Civil War Amputation…In Their Own Words.

Throughout the Civil War, surgeons performed approximately 60,000 amputations—the most common battlefield operation. Such drastic measures were a consequence of the damage caused by Minié balls, which often shattered and splintered soldiers’ bones. As Samuel Cooper explained in The First Lines of the Practice of Surgery, “The absolute necessity for amputation, however, is yet universally admitted in examples in which the limb is very badly shattered, or crushed, a joint entirely destroyed by caries, the principal blood-vessels injured, and the flesh also badly wounded, or the substance of the limb deeply affected with gangrene, or some species of incurable tumour, attended with serious inconvenience, great pain, and alarming derangement of the health.”1

Below are some eyewitness accounts of Civil War-era amputations.

The bullet severed the capillary artery and shattered the lower end of the femur thighbone. Amputation was found to be necessary, chloroform was administered and Dr. [Harvey] Black performed the amputation. Varicose hemorrhage was so excessive that all the veins were tied, rend[er]ing the operating very protracted and tedious. Findley bore it well and the anesthesia acted fine.2

—John Samuel Apperson

Union surgeon Daniel M. Holt explained the frequent necessity of amputation:

The contents of the gun passed through his hand causing amputation. This was done above the wrist. It comes hard upon him as he is a poor man with a wife and two children; and the wound appears to have been through sheer carelessness. Several such have taken place in our regiment already. We are scarcely called upon to go out on picket without someone coming in hurt more or less by carelessly handling their pieces.3

Throughout the war, there were frequent false claims that surgeons performed amputations without the use of anesthetics. Dr. Jonathan Letterman fought back against this notion with this post-Antietam battle report.

The surgery of these battle-fields has been pronounced butchery. Gross misrepresentations of the conduct of medical officers have been made and scattered broadcast over the country, causing deep and heart-rending anxiety to those who had friends or relatives in the army, who might at any moment require the services of a surgeon. It is not to be supposed that there were no incompetent surgeons in the army. It is certainly true that there were; but these sweeping denunciations against a class of men who will favorably compare with the military surgeons of any country, because of the incompetency and short-comings of a few, are wrong, and do injustice to a body of men who have labored faithfully and well. It is easy to magnify and existing evil until it is beyond the bounds of truth. It is equal easy to pass by the good that has been done on the other side. Some medical officers lost their lives in their devotion to duty in the battle of Antietam, and others sickened from excessive labor which they conscientiously and skillfully performed. If any objection could be urged against the surgery of those fields, it would be the efforts on the part of surgeons to practice “conservative surgery” to too great an extent. 4

Notes:

1. Samuel Cooper, The First Lines of the Practice of Surgery (London: Longman, Hurst, Rees, Orme, and Brown, 1820). 362.2. John Samuel Apperson, Repairing the “March of Mars”: The Civil War Diaries of John Samuel Apperson Hospital Steward in the Stonewall Brigade, 1861-1865 (Macon: Mercer University Press, 2001), 232.

3. Daniel M. Holt, A Surgeon’s Civil War edited by James M. Greiner, Janet L. Coryell, and James R. Smither (Kent: Kent State University Press, 1994), 36-37.

4. Dr. Jonathan Letterman’s report on the battle of Antietam, Official Records of the War of the Rebellion, I: 19: 113.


WHAT TO WORK ON.
Find the string "Event" in the records. Copy every line it appears in.

RECORDED DATA.
▼

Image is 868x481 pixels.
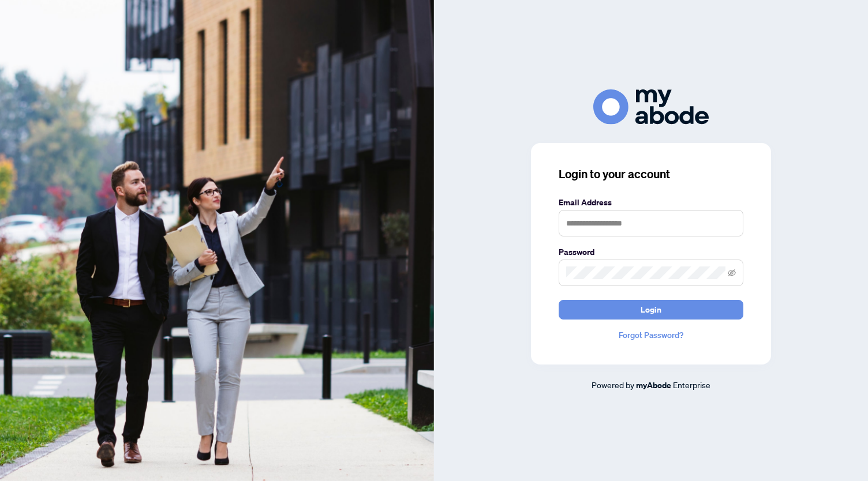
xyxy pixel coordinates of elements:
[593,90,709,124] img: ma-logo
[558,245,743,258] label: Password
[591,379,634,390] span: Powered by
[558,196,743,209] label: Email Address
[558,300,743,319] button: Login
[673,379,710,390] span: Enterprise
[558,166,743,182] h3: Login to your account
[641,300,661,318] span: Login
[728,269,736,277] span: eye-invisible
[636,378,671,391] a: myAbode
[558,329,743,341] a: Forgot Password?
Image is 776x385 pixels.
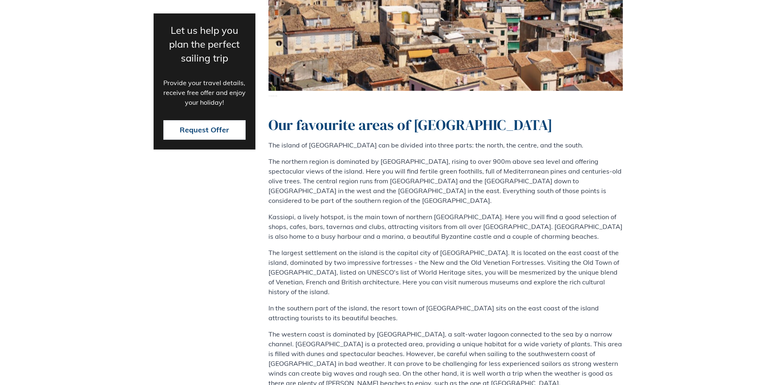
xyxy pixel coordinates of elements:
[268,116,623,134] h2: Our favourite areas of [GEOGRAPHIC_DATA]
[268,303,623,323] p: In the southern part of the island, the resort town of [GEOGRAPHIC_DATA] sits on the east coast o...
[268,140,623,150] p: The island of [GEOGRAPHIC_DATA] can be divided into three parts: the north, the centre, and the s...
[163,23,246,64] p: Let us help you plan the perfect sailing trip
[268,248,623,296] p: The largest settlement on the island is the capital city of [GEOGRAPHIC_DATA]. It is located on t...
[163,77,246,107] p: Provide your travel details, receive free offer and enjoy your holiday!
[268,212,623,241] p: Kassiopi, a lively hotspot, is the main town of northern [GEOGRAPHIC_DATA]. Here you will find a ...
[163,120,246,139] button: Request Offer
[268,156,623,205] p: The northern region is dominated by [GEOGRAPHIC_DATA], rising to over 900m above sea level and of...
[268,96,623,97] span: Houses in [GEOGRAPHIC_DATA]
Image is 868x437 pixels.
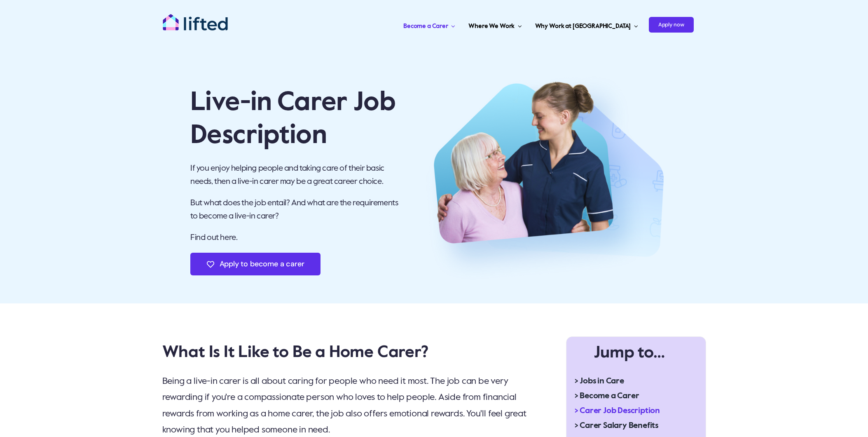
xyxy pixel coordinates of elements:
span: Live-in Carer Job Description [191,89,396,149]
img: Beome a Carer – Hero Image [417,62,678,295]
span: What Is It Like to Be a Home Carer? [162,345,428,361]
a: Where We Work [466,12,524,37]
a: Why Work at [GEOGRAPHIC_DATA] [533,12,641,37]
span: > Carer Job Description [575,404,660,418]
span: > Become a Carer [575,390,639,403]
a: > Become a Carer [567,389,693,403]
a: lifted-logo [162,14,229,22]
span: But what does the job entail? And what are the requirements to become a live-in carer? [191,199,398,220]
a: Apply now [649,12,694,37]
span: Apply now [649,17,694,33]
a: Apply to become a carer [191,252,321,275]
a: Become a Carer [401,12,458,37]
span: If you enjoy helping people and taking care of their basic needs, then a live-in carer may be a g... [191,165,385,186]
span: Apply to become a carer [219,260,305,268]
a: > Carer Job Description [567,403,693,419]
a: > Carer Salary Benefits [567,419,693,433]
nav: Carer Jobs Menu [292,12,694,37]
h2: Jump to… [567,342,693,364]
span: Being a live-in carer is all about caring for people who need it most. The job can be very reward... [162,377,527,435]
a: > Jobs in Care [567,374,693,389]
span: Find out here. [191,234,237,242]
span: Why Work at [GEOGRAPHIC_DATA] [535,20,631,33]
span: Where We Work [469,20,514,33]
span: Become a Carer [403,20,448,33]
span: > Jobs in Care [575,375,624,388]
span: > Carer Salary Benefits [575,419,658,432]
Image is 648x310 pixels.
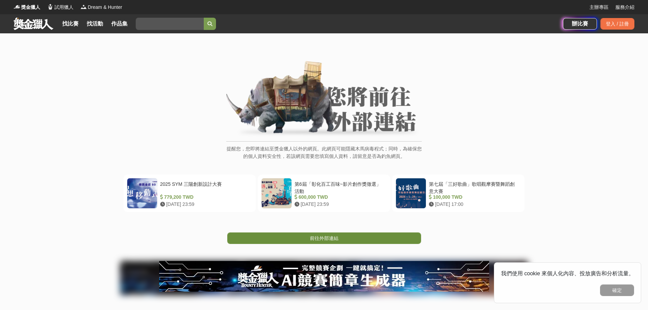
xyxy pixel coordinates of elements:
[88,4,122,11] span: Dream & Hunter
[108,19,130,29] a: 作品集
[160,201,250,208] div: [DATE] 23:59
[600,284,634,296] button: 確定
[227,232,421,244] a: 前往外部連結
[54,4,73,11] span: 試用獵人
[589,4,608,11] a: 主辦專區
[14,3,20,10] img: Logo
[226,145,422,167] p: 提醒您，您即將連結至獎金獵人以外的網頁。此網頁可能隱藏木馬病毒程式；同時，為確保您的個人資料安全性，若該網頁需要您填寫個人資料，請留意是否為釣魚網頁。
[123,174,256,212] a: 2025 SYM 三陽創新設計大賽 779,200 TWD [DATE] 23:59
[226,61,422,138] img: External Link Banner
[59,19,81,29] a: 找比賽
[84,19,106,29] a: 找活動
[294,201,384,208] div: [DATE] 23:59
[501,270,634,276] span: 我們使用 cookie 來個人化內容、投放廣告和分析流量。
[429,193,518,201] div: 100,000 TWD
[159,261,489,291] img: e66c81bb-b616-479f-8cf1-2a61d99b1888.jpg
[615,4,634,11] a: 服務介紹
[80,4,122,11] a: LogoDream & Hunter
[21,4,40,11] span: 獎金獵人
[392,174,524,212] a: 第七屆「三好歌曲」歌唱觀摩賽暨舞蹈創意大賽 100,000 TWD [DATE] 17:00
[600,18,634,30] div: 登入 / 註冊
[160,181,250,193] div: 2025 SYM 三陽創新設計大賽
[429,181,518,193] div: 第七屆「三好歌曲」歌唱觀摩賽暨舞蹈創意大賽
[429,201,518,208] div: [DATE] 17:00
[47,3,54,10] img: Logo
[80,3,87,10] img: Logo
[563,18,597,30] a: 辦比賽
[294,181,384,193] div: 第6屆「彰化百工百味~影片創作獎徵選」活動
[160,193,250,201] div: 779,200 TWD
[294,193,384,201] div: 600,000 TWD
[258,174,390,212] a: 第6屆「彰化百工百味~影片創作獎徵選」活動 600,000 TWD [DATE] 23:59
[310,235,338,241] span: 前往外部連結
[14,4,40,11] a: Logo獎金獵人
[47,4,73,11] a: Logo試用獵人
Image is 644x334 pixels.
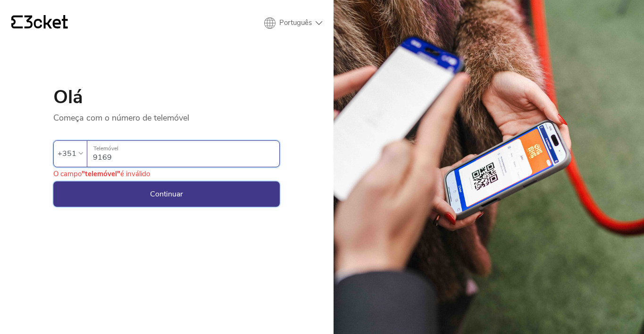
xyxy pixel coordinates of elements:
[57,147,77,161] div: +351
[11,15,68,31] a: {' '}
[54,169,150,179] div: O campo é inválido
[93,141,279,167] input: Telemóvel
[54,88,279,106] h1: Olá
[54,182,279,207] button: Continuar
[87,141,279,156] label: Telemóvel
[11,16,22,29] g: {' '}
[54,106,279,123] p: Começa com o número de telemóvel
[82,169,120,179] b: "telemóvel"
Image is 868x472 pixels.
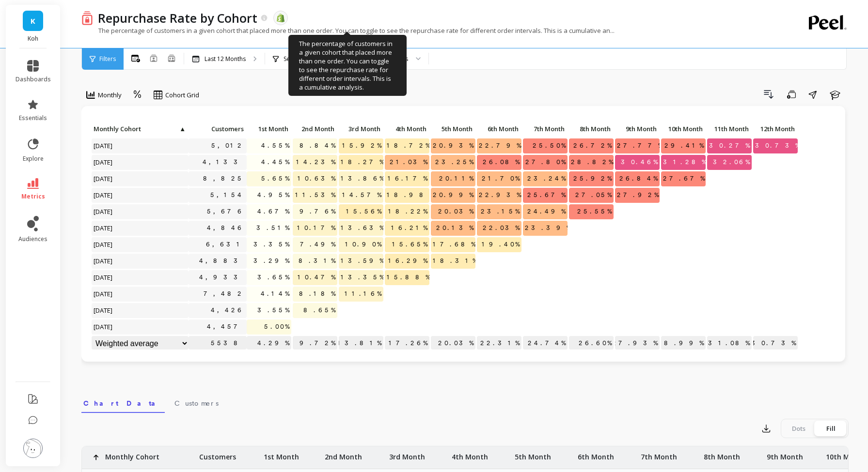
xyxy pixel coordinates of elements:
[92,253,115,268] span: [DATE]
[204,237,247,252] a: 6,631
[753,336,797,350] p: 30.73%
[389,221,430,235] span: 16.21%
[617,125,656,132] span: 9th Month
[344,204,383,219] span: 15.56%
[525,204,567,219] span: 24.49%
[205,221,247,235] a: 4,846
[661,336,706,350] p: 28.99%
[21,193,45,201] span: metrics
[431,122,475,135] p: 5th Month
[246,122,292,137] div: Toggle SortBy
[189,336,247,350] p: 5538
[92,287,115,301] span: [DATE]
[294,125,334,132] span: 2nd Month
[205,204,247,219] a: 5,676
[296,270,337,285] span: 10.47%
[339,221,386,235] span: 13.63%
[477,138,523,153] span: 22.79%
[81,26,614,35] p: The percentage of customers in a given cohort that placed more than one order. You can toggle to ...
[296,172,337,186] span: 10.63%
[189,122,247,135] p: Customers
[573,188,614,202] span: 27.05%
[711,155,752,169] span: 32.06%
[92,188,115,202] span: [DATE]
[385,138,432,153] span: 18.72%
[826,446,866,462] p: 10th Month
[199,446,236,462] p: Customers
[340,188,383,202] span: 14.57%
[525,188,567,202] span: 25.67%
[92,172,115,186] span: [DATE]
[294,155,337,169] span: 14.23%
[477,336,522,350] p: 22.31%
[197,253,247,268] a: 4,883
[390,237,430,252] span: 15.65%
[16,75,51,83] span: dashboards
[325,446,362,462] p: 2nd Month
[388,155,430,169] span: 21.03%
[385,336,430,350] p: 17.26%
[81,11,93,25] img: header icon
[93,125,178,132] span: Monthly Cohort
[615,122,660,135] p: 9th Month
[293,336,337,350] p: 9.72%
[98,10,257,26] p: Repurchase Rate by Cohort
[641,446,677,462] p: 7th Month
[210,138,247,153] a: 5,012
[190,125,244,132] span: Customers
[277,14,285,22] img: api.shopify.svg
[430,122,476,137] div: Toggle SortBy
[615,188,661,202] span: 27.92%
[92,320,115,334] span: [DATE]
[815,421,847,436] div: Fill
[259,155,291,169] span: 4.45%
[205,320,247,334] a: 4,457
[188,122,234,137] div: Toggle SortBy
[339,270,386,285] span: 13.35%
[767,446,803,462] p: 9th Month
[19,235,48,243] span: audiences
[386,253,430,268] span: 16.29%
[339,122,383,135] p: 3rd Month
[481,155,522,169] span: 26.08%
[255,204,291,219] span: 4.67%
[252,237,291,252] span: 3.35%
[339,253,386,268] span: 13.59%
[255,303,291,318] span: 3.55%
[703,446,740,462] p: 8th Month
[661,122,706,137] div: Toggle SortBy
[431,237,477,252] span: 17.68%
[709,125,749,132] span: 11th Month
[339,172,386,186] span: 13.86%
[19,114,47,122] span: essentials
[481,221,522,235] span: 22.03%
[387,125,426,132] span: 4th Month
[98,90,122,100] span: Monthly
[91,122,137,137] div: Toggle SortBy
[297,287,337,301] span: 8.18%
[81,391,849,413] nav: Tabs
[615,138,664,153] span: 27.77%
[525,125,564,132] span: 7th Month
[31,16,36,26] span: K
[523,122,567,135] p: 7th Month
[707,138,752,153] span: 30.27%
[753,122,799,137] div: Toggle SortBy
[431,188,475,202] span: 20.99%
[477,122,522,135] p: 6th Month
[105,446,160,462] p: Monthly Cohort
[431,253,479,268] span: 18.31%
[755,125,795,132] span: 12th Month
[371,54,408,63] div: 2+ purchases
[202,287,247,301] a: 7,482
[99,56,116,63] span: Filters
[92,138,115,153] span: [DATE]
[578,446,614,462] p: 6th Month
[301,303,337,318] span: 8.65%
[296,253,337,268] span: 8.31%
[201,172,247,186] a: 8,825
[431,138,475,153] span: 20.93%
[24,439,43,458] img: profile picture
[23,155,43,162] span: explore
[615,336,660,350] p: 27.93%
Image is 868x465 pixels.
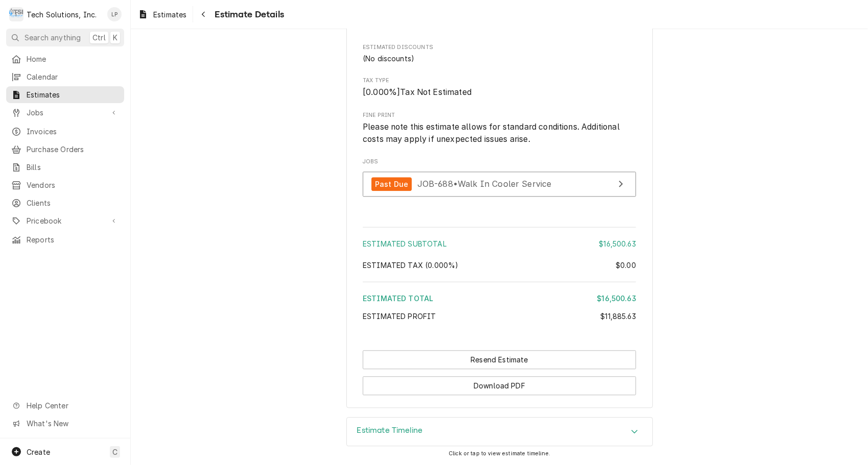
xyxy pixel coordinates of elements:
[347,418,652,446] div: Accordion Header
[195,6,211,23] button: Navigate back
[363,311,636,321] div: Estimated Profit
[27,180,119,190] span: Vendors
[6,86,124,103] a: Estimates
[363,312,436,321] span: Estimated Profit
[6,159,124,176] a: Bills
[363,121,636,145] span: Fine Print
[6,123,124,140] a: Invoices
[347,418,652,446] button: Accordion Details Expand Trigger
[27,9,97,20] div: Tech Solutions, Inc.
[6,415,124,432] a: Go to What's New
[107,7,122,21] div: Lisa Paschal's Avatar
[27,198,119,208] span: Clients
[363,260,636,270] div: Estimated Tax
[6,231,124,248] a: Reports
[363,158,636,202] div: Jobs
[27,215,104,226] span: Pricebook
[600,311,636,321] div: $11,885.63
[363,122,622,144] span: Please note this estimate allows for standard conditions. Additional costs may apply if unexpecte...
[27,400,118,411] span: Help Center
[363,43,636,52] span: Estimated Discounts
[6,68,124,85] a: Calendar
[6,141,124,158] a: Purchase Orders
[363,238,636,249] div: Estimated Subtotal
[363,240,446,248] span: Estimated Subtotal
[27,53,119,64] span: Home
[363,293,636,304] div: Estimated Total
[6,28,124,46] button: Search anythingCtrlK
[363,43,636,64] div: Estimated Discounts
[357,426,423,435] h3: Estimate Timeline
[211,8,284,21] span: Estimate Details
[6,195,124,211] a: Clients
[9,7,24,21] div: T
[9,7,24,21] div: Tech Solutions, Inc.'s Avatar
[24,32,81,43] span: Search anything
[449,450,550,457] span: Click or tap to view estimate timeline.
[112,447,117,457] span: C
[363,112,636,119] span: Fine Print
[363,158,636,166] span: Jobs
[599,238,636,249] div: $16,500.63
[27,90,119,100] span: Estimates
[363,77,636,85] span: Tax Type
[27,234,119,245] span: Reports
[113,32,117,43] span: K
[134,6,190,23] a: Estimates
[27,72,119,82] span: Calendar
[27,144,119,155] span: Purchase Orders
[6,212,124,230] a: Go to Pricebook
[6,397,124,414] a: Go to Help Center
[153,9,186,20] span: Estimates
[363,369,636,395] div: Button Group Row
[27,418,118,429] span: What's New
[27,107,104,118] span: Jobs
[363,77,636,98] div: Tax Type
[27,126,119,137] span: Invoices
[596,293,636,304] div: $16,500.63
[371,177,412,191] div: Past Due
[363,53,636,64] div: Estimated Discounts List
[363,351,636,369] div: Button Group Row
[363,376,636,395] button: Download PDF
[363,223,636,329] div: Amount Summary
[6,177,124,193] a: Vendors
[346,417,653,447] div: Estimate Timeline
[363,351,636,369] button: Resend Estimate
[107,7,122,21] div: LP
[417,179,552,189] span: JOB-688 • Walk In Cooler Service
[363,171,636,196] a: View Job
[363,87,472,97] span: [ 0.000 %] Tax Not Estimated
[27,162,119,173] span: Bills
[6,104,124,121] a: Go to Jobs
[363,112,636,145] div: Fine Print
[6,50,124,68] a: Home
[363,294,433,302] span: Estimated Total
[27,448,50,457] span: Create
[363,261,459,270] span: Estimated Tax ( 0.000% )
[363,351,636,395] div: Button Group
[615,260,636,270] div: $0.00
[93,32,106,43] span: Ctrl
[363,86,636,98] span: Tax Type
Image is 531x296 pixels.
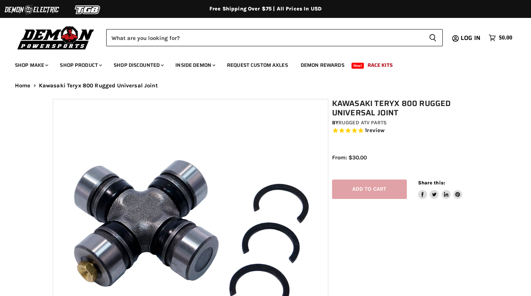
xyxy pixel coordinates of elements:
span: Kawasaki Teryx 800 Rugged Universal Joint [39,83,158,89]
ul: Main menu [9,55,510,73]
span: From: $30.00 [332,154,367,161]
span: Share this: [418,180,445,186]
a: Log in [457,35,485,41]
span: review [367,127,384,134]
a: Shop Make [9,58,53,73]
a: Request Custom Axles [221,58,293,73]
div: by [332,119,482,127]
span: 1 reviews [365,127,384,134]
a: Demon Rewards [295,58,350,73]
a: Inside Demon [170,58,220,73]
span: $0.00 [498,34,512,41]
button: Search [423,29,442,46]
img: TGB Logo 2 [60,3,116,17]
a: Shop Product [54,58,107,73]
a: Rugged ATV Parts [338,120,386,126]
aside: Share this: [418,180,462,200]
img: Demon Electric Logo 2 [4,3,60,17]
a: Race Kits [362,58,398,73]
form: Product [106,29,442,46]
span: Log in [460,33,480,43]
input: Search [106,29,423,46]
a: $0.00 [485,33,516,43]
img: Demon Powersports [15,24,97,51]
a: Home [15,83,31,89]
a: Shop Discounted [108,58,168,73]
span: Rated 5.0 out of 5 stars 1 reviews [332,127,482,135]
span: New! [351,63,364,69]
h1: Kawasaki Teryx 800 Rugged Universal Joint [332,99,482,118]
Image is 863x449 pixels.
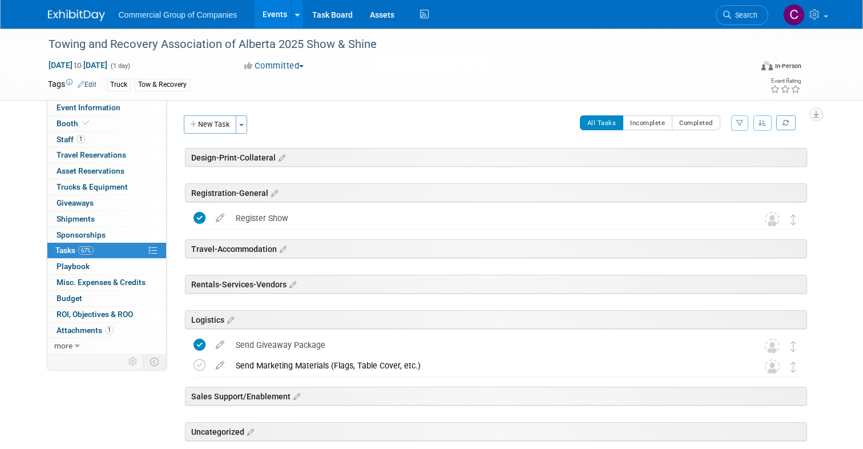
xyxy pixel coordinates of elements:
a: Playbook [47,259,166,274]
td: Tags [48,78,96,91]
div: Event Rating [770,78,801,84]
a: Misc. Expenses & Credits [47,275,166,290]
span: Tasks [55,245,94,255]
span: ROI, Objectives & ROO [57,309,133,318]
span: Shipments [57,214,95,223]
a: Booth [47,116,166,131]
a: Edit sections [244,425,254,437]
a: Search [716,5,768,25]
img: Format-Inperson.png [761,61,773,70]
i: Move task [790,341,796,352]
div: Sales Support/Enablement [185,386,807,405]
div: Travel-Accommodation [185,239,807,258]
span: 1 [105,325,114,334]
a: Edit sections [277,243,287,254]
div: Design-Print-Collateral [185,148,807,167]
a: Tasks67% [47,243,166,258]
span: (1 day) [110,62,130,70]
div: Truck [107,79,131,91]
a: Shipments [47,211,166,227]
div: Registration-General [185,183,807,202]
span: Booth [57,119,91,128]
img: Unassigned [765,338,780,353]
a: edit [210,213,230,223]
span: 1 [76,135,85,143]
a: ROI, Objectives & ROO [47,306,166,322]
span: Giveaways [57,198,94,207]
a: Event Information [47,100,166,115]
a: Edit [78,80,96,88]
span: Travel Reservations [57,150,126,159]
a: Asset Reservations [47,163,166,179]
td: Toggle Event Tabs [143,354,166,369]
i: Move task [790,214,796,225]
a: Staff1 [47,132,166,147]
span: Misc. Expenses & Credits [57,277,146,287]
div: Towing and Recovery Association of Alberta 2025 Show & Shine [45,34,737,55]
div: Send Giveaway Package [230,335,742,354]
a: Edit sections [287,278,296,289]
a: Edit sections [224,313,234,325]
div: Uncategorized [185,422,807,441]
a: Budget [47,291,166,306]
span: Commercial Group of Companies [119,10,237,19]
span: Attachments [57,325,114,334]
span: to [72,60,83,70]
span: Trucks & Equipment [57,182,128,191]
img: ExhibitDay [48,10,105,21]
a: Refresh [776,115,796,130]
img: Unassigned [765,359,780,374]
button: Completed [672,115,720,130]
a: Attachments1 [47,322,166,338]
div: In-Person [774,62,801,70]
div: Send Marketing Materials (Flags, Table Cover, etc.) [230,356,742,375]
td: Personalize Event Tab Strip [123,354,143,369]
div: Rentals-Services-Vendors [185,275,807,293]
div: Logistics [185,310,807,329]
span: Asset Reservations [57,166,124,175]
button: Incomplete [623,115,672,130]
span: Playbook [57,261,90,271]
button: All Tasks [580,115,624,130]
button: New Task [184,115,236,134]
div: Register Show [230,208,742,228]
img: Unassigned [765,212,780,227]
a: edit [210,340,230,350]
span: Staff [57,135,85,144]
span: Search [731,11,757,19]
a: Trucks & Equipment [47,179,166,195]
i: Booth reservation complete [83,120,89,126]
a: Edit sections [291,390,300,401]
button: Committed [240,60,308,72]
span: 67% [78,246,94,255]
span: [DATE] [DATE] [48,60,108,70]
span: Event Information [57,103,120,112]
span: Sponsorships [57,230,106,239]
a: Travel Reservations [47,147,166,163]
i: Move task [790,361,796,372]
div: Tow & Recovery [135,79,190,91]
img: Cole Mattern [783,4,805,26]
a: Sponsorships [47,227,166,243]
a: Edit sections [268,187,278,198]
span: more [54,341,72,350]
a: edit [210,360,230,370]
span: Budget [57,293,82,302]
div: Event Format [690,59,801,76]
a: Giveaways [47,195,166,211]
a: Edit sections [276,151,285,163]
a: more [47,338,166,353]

▲

TASK OUTPUT.
div: Event Rating [770,78,801,84]
a: Event Information [47,100,166,115]
td: Toggle Event Tabs [143,354,166,369]
td: Personalize Event Tab Strip [123,354,143,369]
span: Event Information [57,103,120,112]
div: Event Format [690,59,801,76]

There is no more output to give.